Last week I wrote about a lull I’ve been going through. A mild case of the blues. (Quite mild, in fact.) Although the entry was somewhat about depression, I don’t think it was a downer. It’s not often — I don’t think — that I write an entry with woe-is-me tones, even though at the end of the entry I turned more upbeat and put a positive spin on how things were going by telling you everything’s OK. It was cathartic to write that entry. I’d been feeling somewhat down, yet for weeks I hadn’t tried to articulate what was going on. Not in writing, not with Kathryn. After examining the past month or so by sitting down and trying to explain in blog form what I was going through, I realized what I was going through.
Does that make sense?
I often think, while I’m writing and when I have those “A-ha! That’s what it is!” moments, about a quotation I remember from a writing class. I apologize, though, because I can’t remember who it belongs to, so let me paraphrase:
I don’t know what I’m saying until I see what I’ve said.
I would argue that the same is true about my illness. I don’t really know how to feel about my diabetes until I write about it. And I’d also add, or until I talk to someone about it.
It’s true. I can go all noble and say that I’ll think about my illness — my self-management, how I’m doing with my daily routines, what I need to do better or what might be leading me the wrong way. I can contemplate these things while walking the dog or on the treadmill at the gym, or any time I have some spare time to reflect. But nothing comes of it until I write it down. Or until I talk it out with my wife or a doctor (I don’t really talk any of my diabetes things out with friends; I spare them that.).
Now I’m not saying I want confessional entries about my blues to be the norm. Thankfully the blahs are few and far between for me — and why that is is a long, long series of entries at some unspecified point in the future (maybe?). Confessional is, however, a pretty good description of the way I approach this blog. Not a whole lot’s off limits regarding my life and my illness.
While I don’t have statistical data regarding my topics, no keyword database to mine for info, and while I’m not going to go back through my blog entries and attempt to tally what I think are overall positive entries vs. the overall negative, I speculate that a vast majority of my roughly 250 entries have a positive tone. Why, then, why do I write the blog and tend to spin/stay positive? It’s because I’m writing for me, dear readers, as much as I write for you. I do want to participate in the diabetes community and share with you how I’m doing and my ways of being in my world — which happens to have diabetes in it. I get a lot out of the writing, though. My blog entries aren’t from a purely altruistic base. My existence as a person with diabetes is further clarified, however briefly, little by little, by tapping away on a keyboard for an hour or so each week.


> Directions
How many lines of the data contain the word "Housework"? Give only that number.

> Supplied data
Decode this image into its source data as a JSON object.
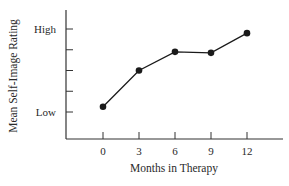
{
  "chart_data": {
    "type": "line",
    "title": "",
    "xlabel": "Months in Therapy",
    "ylabel": "Mean Self-Image Rating",
    "x": [
      0,
      3,
      6,
      9,
      12
    ],
    "categories": [
      "0",
      "3",
      "6",
      "9",
      "12"
    ],
    "series": [
      {
        "name": "Mean Self-Image Rating",
        "values": [
          0.25,
          2.0,
          2.9,
          2.85,
          3.8
        ]
      }
    ],
    "values": [
      0.25,
      2.0,
      2.9,
      2.85,
      3.8
    ],
    "y_scale_note": "relative scale: Low = 0, High = 4; unlabeled intermediate ticks at 1, 2, 3",
    "y_tick_labels": [
      {
        "value": 0,
        "label": "Low"
      },
      {
        "value": 1,
        "label": ""
      },
      {
        "value": 2,
        "label": ""
      },
      {
        "value": 3,
        "label": ""
      },
      {
        "value": 4,
        "label": "High"
      }
    ],
    "ylim": [
      -1.3,
      4.9
    ],
    "xlim": [
      -5,
      17
    ],
    "grid": false,
    "legend": "none",
    "markers": "filled-circle",
    "colors": {
      "line": "#1a1a1a",
      "marker": "#1a1a1a",
      "axis": "#333333",
      "text": "#2a2a2a"
    }
  }
}
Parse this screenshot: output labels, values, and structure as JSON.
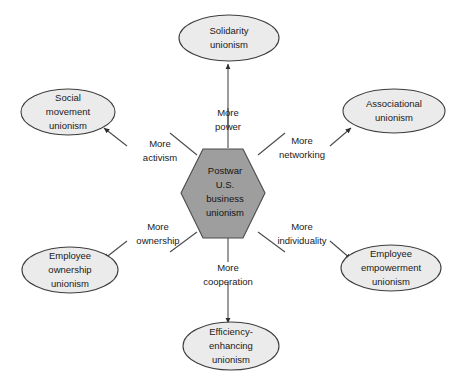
{
  "diagram": {
    "type": "radial-hub-and-spoke",
    "colors": {
      "hub_fill": "#9e9e9e",
      "node_fill": "#ebebeb",
      "stroke": "#4a4a4a",
      "text": "#1a1a1a",
      "background": "#ffffff"
    },
    "center": {
      "shape": "hexagon",
      "lines": [
        "Postwar",
        "U.S.",
        "business",
        "unionism"
      ]
    },
    "nodes": [
      {
        "id": "solidarity",
        "position": "top",
        "shape": "ellipse",
        "lines": [
          "Solidarity",
          "unionism"
        ]
      },
      {
        "id": "associational",
        "position": "top-right",
        "shape": "ellipse",
        "lines": [
          "Associational",
          "unionism"
        ]
      },
      {
        "id": "employee-empowerment",
        "position": "bottom-right",
        "shape": "ellipse",
        "lines": [
          "Employee",
          "empowerment",
          "unionism"
        ]
      },
      {
        "id": "efficiency-enhancing",
        "position": "bottom",
        "shape": "ellipse",
        "lines": [
          "Efficiency-",
          "enhancing",
          "unionism"
        ]
      },
      {
        "id": "employee-ownership",
        "position": "bottom-left",
        "shape": "ellipse",
        "lines": [
          "Employee",
          "ownership",
          "unionism"
        ]
      },
      {
        "id": "social-movement",
        "position": "top-left",
        "shape": "ellipse",
        "lines": [
          "Social",
          "movement",
          "unionism"
        ]
      }
    ],
    "edges": [
      {
        "id": "edge-power",
        "from": "center",
        "to": "solidarity",
        "lines": [
          "More",
          "power"
        ]
      },
      {
        "id": "edge-networking",
        "from": "center",
        "to": "associational",
        "lines": [
          "More",
          "networking"
        ]
      },
      {
        "id": "edge-individuality",
        "from": "center",
        "to": "employee-empowerment",
        "lines": [
          "More",
          "individuality"
        ]
      },
      {
        "id": "edge-cooperation",
        "from": "center",
        "to": "efficiency-enhancing",
        "lines": [
          "More",
          "cooperation"
        ]
      },
      {
        "id": "edge-ownership",
        "from": "center",
        "to": "employee-ownership",
        "lines": [
          "More",
          "ownership"
        ]
      },
      {
        "id": "edge-activism",
        "from": "center",
        "to": "social-movement",
        "lines": [
          "More",
          "activism"
        ]
      }
    ]
  }
}
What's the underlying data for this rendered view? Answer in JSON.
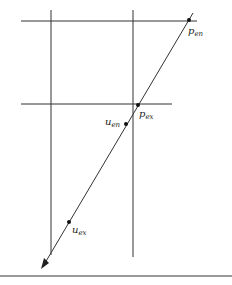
{
  "diagram": {
    "labels": {
      "p_en": {
        "base": "p",
        "sub": "en"
      },
      "p_ex": {
        "base": "p",
        "sub": "ex"
      },
      "u_en": {
        "base": "u",
        "sub": "en"
      },
      "u_ex": {
        "base": "u",
        "sub": "ex"
      }
    },
    "colors": {
      "line": "#333333",
      "rule": "#777777"
    }
  }
}
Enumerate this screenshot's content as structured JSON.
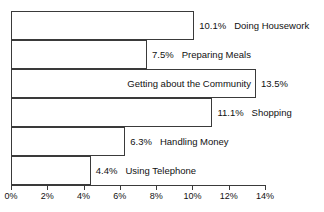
{
  "chart_data": {
    "type": "bar",
    "orientation": "horizontal",
    "title": "",
    "xlabel": "",
    "ylabel": "",
    "xlim": [
      0,
      14
    ],
    "grid": false,
    "legend": false,
    "unit": "%",
    "categories": [
      "Doing Housework",
      "Preparing Meals",
      "Getting about the Community",
      "Shopping",
      "Handling Money",
      "Using Telephone"
    ],
    "values": [
      10.1,
      7.5,
      13.5,
      11.1,
      6.3,
      4.4
    ],
    "value_labels": [
      "10.1%",
      "7.5%",
      "13.5%",
      "11.1%",
      "6.3%",
      "4.4%"
    ],
    "xticks": [
      0,
      2,
      4,
      6,
      8,
      10,
      12,
      14
    ],
    "xtick_labels": [
      "0%",
      "2%",
      "4%",
      "6%",
      "8%",
      "10%",
      "12%",
      "14%"
    ],
    "bars": [
      {
        "category": "Doing Housework",
        "value": 10.1,
        "value_label": "10.1%",
        "label_placement": "outside"
      },
      {
        "category": "Preparing Meals",
        "value": 7.5,
        "value_label": "7.5%",
        "label_placement": "outside"
      },
      {
        "category": "Getting about the Community",
        "value": 13.5,
        "value_label": "13.5%",
        "label_placement": "inside"
      },
      {
        "category": "Shopping",
        "value": 11.1,
        "value_label": "11.1%",
        "label_placement": "outside"
      },
      {
        "category": "Handling Money",
        "value": 6.3,
        "value_label": "6.3%",
        "label_placement": "outside"
      },
      {
        "category": "Using Telephone",
        "value": 4.4,
        "value_label": "4.4%",
        "label_placement": "outside"
      }
    ],
    "colors": {
      "bar_fill": "#ffffff",
      "bar_border": "#3a3a3a",
      "axis": "#3a3a3a",
      "text": "#111111",
      "background": "#ffffff"
    }
  }
}
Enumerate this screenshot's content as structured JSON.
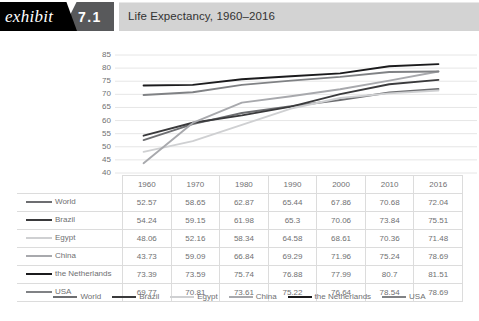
{
  "header": {
    "exhibit_label": "exhibit",
    "exhibit_number": "7.1",
    "title": "Life Expectancy, 1960–2016"
  },
  "chart_data": {
    "type": "line",
    "title": "Life Expectancy, 1960–2016",
    "xlabel": "",
    "ylabel": "",
    "categories": [
      "1960",
      "1970",
      "1980",
      "1990",
      "2000",
      "2010",
      "2016"
    ],
    "ylim": [
      40,
      85
    ],
    "yticks": [
      "85",
      "80",
      "75",
      "70",
      "65",
      "60",
      "55",
      "50",
      "45",
      "40"
    ],
    "grid": true,
    "legend_position": "bottom",
    "series": [
      {
        "name": "World",
        "color": "#6d6e71",
        "values": [
          "52.57",
          "58.65",
          "62.87",
          "65.44",
          "67.86",
          "70.68",
          "72.04"
        ]
      },
      {
        "name": "Brazil",
        "color": "#3a3a3c",
        "values": [
          "54.24",
          "59.15",
          "61.98",
          "65.3",
          "70.06",
          "73.84",
          "75.51"
        ]
      },
      {
        "name": "Egypt",
        "color": "#cfd0d2",
        "values": [
          "48.06",
          "52.16",
          "58.34",
          "64.58",
          "68.61",
          "70.36",
          "71.48"
        ]
      },
      {
        "name": "China",
        "color": "#a8a9ad",
        "values": [
          "43.73",
          "59.09",
          "66.84",
          "69.29",
          "71.96",
          "75.24",
          "78.69"
        ]
      },
      {
        "name": "the Netherlands",
        "color": "#1b1b1d",
        "values": [
          "73.39",
          "73.59",
          "75.74",
          "76.88",
          "77.99",
          "80.7",
          "81.51"
        ]
      },
      {
        "name": "USA",
        "color": "#808285",
        "values": [
          "69.77",
          "70.81",
          "73.61",
          "75.22",
          "76.64",
          "78.54",
          "78.69"
        ]
      }
    ]
  }
}
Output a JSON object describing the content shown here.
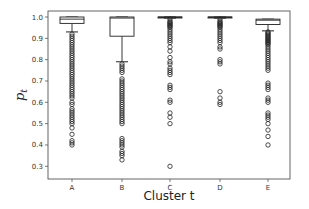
{
  "chart_data": {
    "type": "boxplot",
    "title": "",
    "xlabel": "Cluster t",
    "ylabel": "p_t",
    "ylabel_main": "p",
    "ylabel_sub": "t",
    "ylim": [
      0.28,
      1.01
    ],
    "yticks": [
      0.3,
      0.4,
      0.5,
      0.6,
      0.7,
      0.8,
      0.9,
      1.0
    ],
    "ytick_labels": [
      "0.3",
      "0.4",
      "0.5",
      "0.6",
      "0.7",
      "0.8",
      "0.9",
      "1.0"
    ],
    "categories": [
      "A",
      "B",
      "C",
      "D",
      "E"
    ],
    "grid": false,
    "legend": null,
    "boxes": [
      {
        "category": "A",
        "whisker_low": 0.93,
        "q1": 0.97,
        "median": 0.99,
        "q3": 1.0,
        "whisker_high": 1.0,
        "outliers": [
          0.92,
          0.91,
          0.9,
          0.89,
          0.88,
          0.87,
          0.86,
          0.85,
          0.84,
          0.83,
          0.82,
          0.81,
          0.8,
          0.79,
          0.78,
          0.77,
          0.76,
          0.75,
          0.74,
          0.73,
          0.72,
          0.71,
          0.7,
          0.69,
          0.68,
          0.67,
          0.66,
          0.65,
          0.64,
          0.63,
          0.62,
          0.6,
          0.59,
          0.57,
          0.56,
          0.55,
          0.54,
          0.53,
          0.52,
          0.51,
          0.5,
          0.48,
          0.45,
          0.42,
          0.41,
          0.4
        ]
      },
      {
        "category": "B",
        "whisker_low": 0.79,
        "q1": 0.91,
        "median": 0.995,
        "q3": 1.0,
        "whisker_high": 1.0,
        "outliers": [
          0.78,
          0.77,
          0.76,
          0.75,
          0.74,
          0.71,
          0.7,
          0.69,
          0.68,
          0.67,
          0.66,
          0.65,
          0.64,
          0.63,
          0.62,
          0.61,
          0.6,
          0.59,
          0.58,
          0.57,
          0.56,
          0.55,
          0.54,
          0.53,
          0.52,
          0.51,
          0.5,
          0.43,
          0.42,
          0.41,
          0.4,
          0.39,
          0.37,
          0.36,
          0.35,
          0.33
        ]
      },
      {
        "category": "C",
        "whisker_low": 0.995,
        "q1": 0.998,
        "median": 1.0,
        "q3": 1.0,
        "whisker_high": 1.0,
        "outliers": [
          0.99,
          0.98,
          0.975,
          0.97,
          0.965,
          0.96,
          0.955,
          0.95,
          0.94,
          0.93,
          0.92,
          0.91,
          0.9,
          0.89,
          0.88,
          0.86,
          0.84,
          0.81,
          0.79,
          0.78,
          0.76,
          0.75,
          0.74,
          0.73,
          0.68,
          0.67,
          0.66,
          0.61,
          0.6,
          0.55,
          0.53,
          0.5,
          0.3
        ]
      },
      {
        "category": "D",
        "whisker_low": 0.995,
        "q1": 0.998,
        "median": 1.0,
        "q3": 1.0,
        "whisker_high": 1.0,
        "outliers": [
          0.99,
          0.98,
          0.975,
          0.97,
          0.965,
          0.96,
          0.955,
          0.95,
          0.94,
          0.93,
          0.92,
          0.91,
          0.9,
          0.89,
          0.88,
          0.86,
          0.85,
          0.8,
          0.79,
          0.78,
          0.65,
          0.62,
          0.6,
          0.59
        ]
      },
      {
        "category": "E",
        "whisker_low": 0.935,
        "q1": 0.965,
        "median": 0.985,
        "q3": 0.99,
        "whisker_high": 0.99,
        "outliers": [
          0.93,
          0.925,
          0.92,
          0.915,
          0.91,
          0.905,
          0.9,
          0.895,
          0.89,
          0.885,
          0.88,
          0.875,
          0.87,
          0.86,
          0.85,
          0.84,
          0.83,
          0.82,
          0.81,
          0.8,
          0.79,
          0.78,
          0.77,
          0.76,
          0.75,
          0.69,
          0.68,
          0.67,
          0.66,
          0.62,
          0.61,
          0.6,
          0.55,
          0.54,
          0.53,
          0.52,
          0.5,
          0.47,
          0.44,
          0.4
        ]
      }
    ]
  }
}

> Solution to the problem
2